Politics and greed are the problems.

This week Michael Robertson’s MP3Tunes service enabled subscribers to play their iTunes music collection on their TiVo. That’s no thanks to TiVo or Apple, though. It’s possible because subscribers first upload their iPods to the “cloud”, in this case MP3Tunes’ servers, which then performs transcoding if needed.

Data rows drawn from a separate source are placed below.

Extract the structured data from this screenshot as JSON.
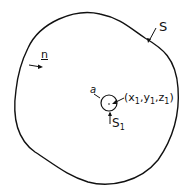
{
  "diagram": {
    "surface_label": "S",
    "normal_label": "n",
    "small_sphere_label": "S",
    "small_sphere_sub": "1",
    "radius_label": "a",
    "point_label": {
      "open": "(",
      "x": "x",
      "x_sub": "1",
      "sep1": ",",
      "y": "y",
      "y_sub": "1",
      "sep2": ",",
      "z": "z",
      "z_sub": "1",
      "close": ")"
    },
    "colors": {
      "stroke": "#111111",
      "background": "#ffffff"
    }
  }
}
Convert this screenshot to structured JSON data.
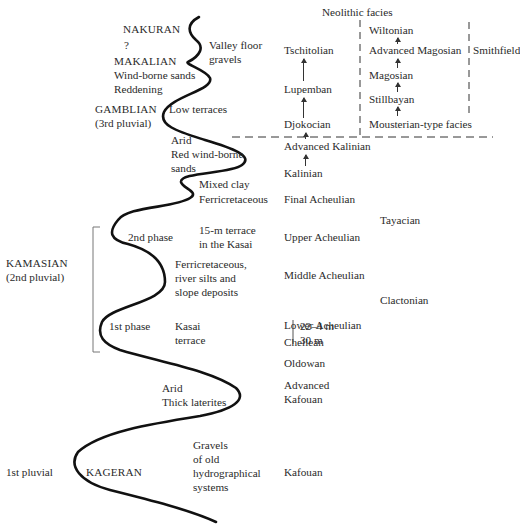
{
  "climate_periods": {
    "nakuran": "NAKURAN",
    "nakuran_question": "?",
    "makalian": "MAKALIAN",
    "makalian_notes": [
      "Wind-borne sands",
      "Reddening"
    ],
    "gamblian": "GAMBLIAN",
    "gamblian_sub": "(3rd pluvial)",
    "kamasian": "KAMASIAN",
    "kamasian_sub": "(2nd pluvial)",
    "first_pluvial": "1st pluvial",
    "kageran": "KAGERAN"
  },
  "deposits": {
    "valley_floor": [
      "Valley floor",
      "gravels"
    ],
    "low_terraces": "Low terraces",
    "arid_red": [
      "Arid",
      "Red wind-borne",
      "sands"
    ],
    "mixed_clay": "Mixed clay",
    "ferricretaceous": "Ferricretaceous",
    "phase2": "2nd phase",
    "terrace_15m": [
      "15-m terrace",
      "in the Kasai"
    ],
    "ferric_silts": [
      "Ferricretaceous,",
      "river silts and",
      "slope deposits"
    ],
    "phase1": "1st phase",
    "kasai_terrace": [
      "Kasai",
      "terrace"
    ],
    "terrace_heights": [
      "22–4 m",
      "30 m"
    ],
    "arid_laterites": [
      "Arid",
      "Thick laterites"
    ],
    "gravels_old": [
      "Gravels",
      "of old",
      "hydrographical",
      "systems"
    ]
  },
  "industries": {
    "neolithic": "Neolithic facies",
    "tschitolian": "Tschitolian",
    "lupemban": "Lupemban",
    "djokocian": "Djokocian",
    "advanced_kalinian": "Advanced Kalinian",
    "kalinian": "Kalinian",
    "final_acheulian": "Final Acheulian",
    "upper_acheulian": "Upper Acheulian",
    "middle_acheulian": "Middle Acheulian",
    "lower_acheulian": "Lower Acheulian",
    "chellean": "Chellean",
    "oldowan": "Oldowan",
    "advanced_kafouan": [
      "Advanced",
      "Kafouan"
    ],
    "kafouan": "Kafouan",
    "tayacian": "Tayacian",
    "clactonian": "Clactonian",
    "wiltonian": "Wiltonian",
    "advanced_magosian": "Advanced Magosian",
    "magosian": "Magosian",
    "stillbayan": "Stillbayan",
    "mousterian": "Mousterian-type facies",
    "smithfield": "Smithfield"
  }
}
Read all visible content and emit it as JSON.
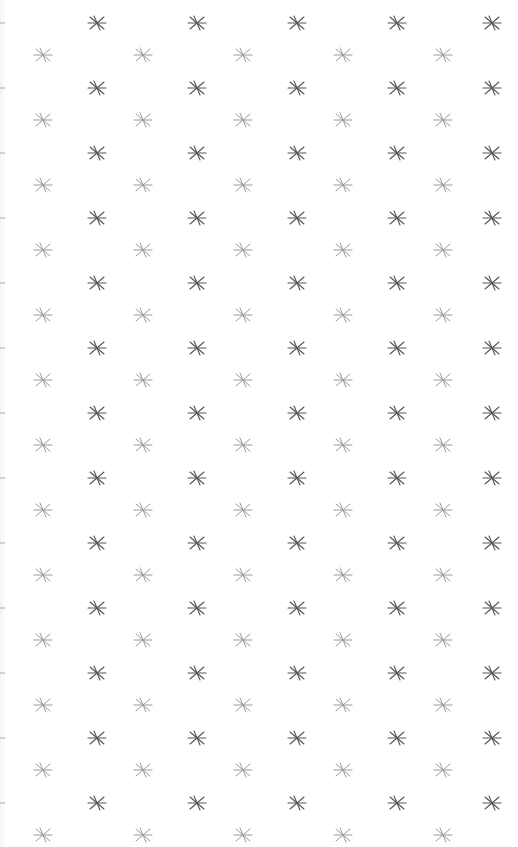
{
  "pattern": {
    "description": "Repeating asterisk/star glyph pattern on white background",
    "background": "#ffffff",
    "dark_star": {
      "color": "#555555",
      "columns_x": [
        97,
        197,
        297,
        397,
        492
      ],
      "first_row_y": 23,
      "row_step": 65,
      "rows": 13
    },
    "light_star": {
      "color": "#9a9a9a",
      "columns_x": [
        43,
        143,
        243,
        343,
        443
      ],
      "first_row_y": 55,
      "row_step": 65,
      "rows": 13
    },
    "edge_marks": {
      "color": "#aaaaaa",
      "x": 2,
      "first_row_y": 23,
      "row_step": 65,
      "rows": 13
    }
  }
}
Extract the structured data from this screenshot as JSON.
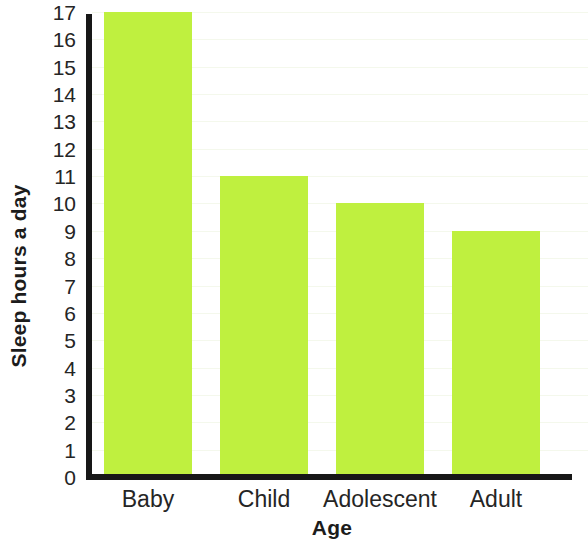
{
  "chart_data": {
    "type": "bar",
    "title": "",
    "title_fragment": "/",
    "categories": [
      "Baby",
      "Child",
      "Adolescent",
      "Adult"
    ],
    "values": [
      17,
      11,
      10,
      9
    ],
    "series": [
      {
        "name": "Sleep hours a day",
        "values": [
          17,
          11,
          10,
          9
        ]
      }
    ],
    "xlabel": "Age",
    "ylabel": "Sleep hours a day",
    "ylim": [
      0,
      17
    ],
    "ytick_labels": [
      "17",
      "16",
      "15",
      "14",
      "13",
      "12",
      "11",
      "10",
      "9",
      "8",
      "7",
      "6",
      "5",
      "4",
      "3",
      "2",
      "1",
      "0"
    ],
    "ytick_values": [
      17,
      16,
      15,
      14,
      13,
      12,
      11,
      10,
      9,
      8,
      7,
      6,
      5,
      4,
      3,
      2,
      1,
      0
    ],
    "grid": true,
    "legend": false,
    "legend_position": "none",
    "bar_color": "#bff03f",
    "axis_color": "#171717",
    "grid_color": "#f4f8ec",
    "background_color": "#ffffff"
  }
}
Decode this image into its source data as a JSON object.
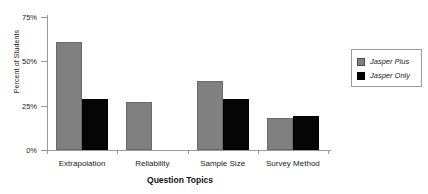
{
  "chart_data": {
    "type": "bar",
    "title": "",
    "xlabel": "Question Topics",
    "ylabel": "Percent of Students",
    "categories": [
      "Extrapolation",
      "Reliability",
      "Sample Size",
      "Survey Method"
    ],
    "series": [
      {
        "name": "Jasper Plus",
        "color": "#808080",
        "values": [
          61,
          27,
          39,
          18
        ]
      },
      {
        "name": "Jasper Only",
        "color": "#050505",
        "values": [
          29,
          0,
          29,
          19
        ]
      }
    ],
    "ylim": [
      0,
      75
    ],
    "yticks": [
      0,
      25,
      50,
      75
    ],
    "ytick_labels": [
      "0%",
      "25%",
      "50%",
      "75%"
    ],
    "grid": false,
    "legend_position": "right"
  },
  "legend": {
    "items": [
      {
        "label": "Jasper Plus",
        "swatch": "gray-swatch"
      },
      {
        "label": "Jasper Only",
        "swatch": "black-swatch"
      }
    ]
  }
}
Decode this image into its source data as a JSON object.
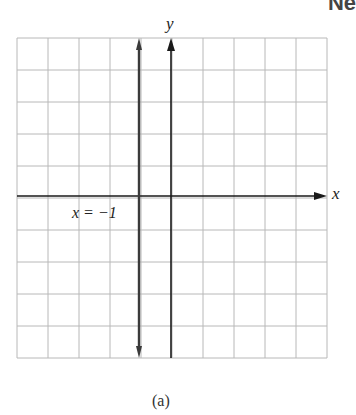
{
  "chart_data": {
    "type": "line",
    "title": "",
    "xlabel": "x",
    "ylabel": "y",
    "xlim": [
      -5,
      5
    ],
    "ylim": [
      -5,
      5
    ],
    "grid": true,
    "grid_columns": 10,
    "grid_rows": 10,
    "series": [
      {
        "name": "x = -1",
        "kind": "vertical-line",
        "x": -1,
        "y_range": [
          -5,
          5
        ],
        "arrows": "both"
      }
    ],
    "annotations": [
      {
        "text": "x = −1",
        "position": "left of line, just below x-axis"
      }
    ],
    "caption": "(a)"
  },
  "labels": {
    "x_axis": "x",
    "y_axis": "y",
    "line_label": "x = −1",
    "caption": "(a)",
    "corner_fragment": "Ne"
  },
  "colors": {
    "grid": "#b8b8b8",
    "axis": "#1a1a1a",
    "line": "#3a3a3a"
  }
}
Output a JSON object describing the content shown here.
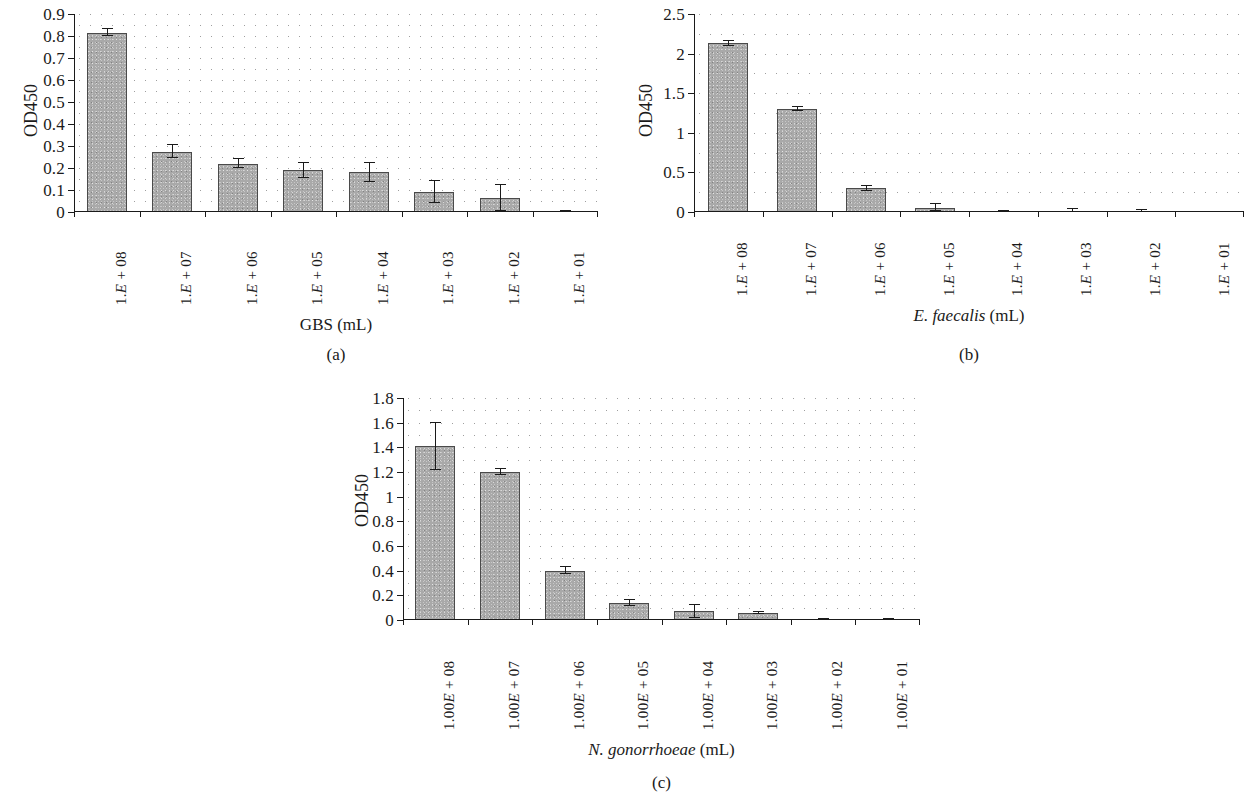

Orb does something similar, although with a different architecture. In its case the PC punches a hole out to the network, and via Orb’s servers – which also transcode if necessary – allow any device to access the media. Another approach, taken by Sling Media and a host of consumer electronics companies, is hardware based. Like Orb, the media files remain on your own devices, rather than being cached in the cloud. Sling concentrates on TV access, but the problems all three face in getting an end-to-end approach to work as expected are very similar.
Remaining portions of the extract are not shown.